Openreach to deliver fibre to 3.2m extra homes as it slams government inaction
BT’s infrastructure arm Openreach has pledged to extend its fibre service to 3.2m extra homes by 2025, as it said the government was “running out of time” to meet its connectivity targets.
Openreach today unveiled plans to bring full-fibre broadband to the UK’s “hard-to-reach” areas, as part of BT’s £12bn plan to connect more than 20m homes to fibre optic cables over the next decade.
But the division’s chief executive slammed ministers for moving too slowly with the Prime Minister’s plans to have full-fibre “gigabit broadband sprouting in every home” by the end of 2025, as part of a wider move to “level up” rural Britain.
“We need that plan now,” Clive Selley told the BBC. “And we need to get kicked off on the build now.”
In its General Election manifesto last year, the Conservative party pledged to plug £5bn into plans to deliver high-speed internet to the hardest-to-reach parts of the UK.
However, Selley today urged the government to “go fast, because we’re running out of time — even with five years to go.”
Openreach today published its three-year plan to build full fibre to more than a third of homes considered to be the most challenging to reach in the UK.
The expansion will see high-speed internet made available in 250 towns and villages including Thurso in northern Scotland, Aberystwyth in Wales and Linfield in Surrey.
The scale-up will not be covered by the government’s £5bn connectivity splurge.
It comes as telecoms watchdog Ofcom is expected to scrap a pricing cap on parts of Openreach’s copper network, which will allow the BT unit to increase its prices in line with inflation.
Openreach is currently grappling with the aftermath of the government’s decision to U-turn on a deal with Huawei allowing the Chinese vendor to build part of the UK’s 5G infrastructure.
All Huawei 5G kit must now be removed from UK networks by 2027, after the PM bowed to political pressure to scrap the deal over national security concerns.
Huawei kit made up around 44 per cent of the UK’s fibre networks, including BT’s 5G technology.
BT has signed up a new deal with US firm Adtran to provide fibre equipment, in addition to its main supplier Nokia.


**Directions**: Which lines of the data contain the string "axis"? Copy every one of them.
Segment Start: Dataset content
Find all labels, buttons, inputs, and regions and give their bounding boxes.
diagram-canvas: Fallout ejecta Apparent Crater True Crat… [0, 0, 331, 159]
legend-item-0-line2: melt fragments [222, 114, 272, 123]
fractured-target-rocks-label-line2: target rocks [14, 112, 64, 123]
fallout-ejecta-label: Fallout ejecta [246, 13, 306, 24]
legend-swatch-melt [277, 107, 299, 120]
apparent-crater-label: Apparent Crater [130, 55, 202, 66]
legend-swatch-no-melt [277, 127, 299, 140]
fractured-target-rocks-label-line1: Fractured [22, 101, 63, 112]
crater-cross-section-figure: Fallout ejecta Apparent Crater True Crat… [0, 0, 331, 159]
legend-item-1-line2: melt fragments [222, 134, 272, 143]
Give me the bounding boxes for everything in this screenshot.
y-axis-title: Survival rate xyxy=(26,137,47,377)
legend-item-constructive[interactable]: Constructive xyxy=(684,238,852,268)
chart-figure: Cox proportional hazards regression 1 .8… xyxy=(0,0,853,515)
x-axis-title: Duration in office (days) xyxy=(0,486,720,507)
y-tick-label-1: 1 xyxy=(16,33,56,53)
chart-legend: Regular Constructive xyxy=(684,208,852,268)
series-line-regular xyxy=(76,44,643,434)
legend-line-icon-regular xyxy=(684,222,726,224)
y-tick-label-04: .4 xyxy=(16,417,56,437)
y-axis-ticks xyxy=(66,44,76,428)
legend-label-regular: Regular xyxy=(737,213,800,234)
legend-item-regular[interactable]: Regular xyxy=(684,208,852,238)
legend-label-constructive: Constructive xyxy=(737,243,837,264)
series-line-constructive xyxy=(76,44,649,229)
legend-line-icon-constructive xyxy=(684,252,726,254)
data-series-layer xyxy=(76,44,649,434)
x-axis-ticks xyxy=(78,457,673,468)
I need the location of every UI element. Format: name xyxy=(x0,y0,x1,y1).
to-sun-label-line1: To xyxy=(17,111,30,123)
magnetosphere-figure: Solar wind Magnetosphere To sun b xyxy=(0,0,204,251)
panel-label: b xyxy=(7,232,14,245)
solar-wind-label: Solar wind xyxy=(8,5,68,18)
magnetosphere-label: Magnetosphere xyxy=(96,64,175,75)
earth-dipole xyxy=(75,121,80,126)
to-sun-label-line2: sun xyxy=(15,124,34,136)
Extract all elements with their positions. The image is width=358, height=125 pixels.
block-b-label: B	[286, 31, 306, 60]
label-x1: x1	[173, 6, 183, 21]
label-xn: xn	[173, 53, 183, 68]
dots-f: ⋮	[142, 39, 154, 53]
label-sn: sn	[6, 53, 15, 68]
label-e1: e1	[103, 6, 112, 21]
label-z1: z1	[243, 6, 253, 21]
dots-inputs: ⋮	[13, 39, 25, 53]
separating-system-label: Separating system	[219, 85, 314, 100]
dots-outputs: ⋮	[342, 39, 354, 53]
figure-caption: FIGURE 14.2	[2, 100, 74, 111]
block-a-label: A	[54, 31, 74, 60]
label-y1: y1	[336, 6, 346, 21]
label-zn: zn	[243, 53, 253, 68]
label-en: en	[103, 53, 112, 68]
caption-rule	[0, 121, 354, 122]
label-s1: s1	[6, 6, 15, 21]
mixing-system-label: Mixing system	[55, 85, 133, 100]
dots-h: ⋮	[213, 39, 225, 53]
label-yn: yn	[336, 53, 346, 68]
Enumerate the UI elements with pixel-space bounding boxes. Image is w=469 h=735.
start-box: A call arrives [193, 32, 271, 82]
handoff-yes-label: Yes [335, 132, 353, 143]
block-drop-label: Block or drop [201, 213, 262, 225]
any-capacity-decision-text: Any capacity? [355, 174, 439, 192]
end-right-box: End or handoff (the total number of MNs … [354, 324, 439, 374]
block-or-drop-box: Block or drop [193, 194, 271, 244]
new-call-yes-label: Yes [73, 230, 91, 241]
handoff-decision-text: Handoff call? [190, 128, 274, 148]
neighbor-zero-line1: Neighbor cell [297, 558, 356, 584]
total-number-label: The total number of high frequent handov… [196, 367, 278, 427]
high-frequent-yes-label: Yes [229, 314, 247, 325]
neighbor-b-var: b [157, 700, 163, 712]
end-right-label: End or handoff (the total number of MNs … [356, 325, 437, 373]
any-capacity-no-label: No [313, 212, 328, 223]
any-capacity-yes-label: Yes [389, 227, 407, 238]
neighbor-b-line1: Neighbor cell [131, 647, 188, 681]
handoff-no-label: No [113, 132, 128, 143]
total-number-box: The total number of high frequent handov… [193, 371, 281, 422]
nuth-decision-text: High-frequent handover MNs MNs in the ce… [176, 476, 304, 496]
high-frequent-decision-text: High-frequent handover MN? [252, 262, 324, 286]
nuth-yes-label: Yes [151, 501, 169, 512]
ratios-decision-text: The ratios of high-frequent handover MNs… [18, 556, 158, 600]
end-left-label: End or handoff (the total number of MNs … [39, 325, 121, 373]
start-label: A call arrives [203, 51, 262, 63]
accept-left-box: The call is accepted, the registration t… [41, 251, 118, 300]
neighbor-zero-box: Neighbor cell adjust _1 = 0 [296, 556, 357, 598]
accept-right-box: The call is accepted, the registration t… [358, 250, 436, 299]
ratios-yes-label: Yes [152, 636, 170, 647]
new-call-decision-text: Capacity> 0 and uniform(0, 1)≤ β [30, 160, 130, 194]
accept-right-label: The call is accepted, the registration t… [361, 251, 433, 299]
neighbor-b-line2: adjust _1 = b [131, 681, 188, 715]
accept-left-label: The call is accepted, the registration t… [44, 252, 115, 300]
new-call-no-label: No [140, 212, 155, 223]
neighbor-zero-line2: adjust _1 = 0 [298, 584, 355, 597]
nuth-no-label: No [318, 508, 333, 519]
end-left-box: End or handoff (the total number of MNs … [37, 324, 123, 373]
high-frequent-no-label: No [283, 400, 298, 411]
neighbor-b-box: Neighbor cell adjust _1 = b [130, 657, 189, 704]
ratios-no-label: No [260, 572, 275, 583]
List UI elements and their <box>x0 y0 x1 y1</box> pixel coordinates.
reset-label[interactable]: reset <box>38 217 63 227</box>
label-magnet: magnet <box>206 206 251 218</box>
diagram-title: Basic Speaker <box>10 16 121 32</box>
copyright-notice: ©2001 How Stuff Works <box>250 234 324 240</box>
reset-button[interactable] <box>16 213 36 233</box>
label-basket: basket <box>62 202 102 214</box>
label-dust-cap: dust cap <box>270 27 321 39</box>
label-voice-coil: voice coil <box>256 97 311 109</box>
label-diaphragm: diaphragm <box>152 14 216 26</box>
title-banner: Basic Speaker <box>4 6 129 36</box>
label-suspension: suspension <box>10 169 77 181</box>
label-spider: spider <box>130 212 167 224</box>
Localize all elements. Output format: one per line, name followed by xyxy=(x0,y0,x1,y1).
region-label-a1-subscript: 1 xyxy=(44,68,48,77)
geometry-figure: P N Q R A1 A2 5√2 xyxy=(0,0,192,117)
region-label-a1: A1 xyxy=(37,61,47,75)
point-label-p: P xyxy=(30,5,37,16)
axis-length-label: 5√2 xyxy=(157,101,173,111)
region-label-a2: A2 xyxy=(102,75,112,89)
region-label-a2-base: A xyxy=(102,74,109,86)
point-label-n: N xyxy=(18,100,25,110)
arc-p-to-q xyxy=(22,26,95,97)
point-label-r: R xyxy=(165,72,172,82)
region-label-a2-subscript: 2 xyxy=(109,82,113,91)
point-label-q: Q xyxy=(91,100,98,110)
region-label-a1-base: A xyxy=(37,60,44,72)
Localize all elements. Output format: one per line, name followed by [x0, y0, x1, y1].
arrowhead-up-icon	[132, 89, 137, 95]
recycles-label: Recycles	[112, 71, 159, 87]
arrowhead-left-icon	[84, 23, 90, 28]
Segment End: Dataset content
**Written answer**:
y-axis-title: Survival rate xyxy=(26,137,47,377)
x-axis-title: Duration in office (days) xyxy=(0,486,720,507)
y-axis-ticks xyxy=(66,44,76,428)
x-axis-ticks xyxy=(78,457,673,468)
axis-length-label: 5√2 xyxy=(157,101,173,111)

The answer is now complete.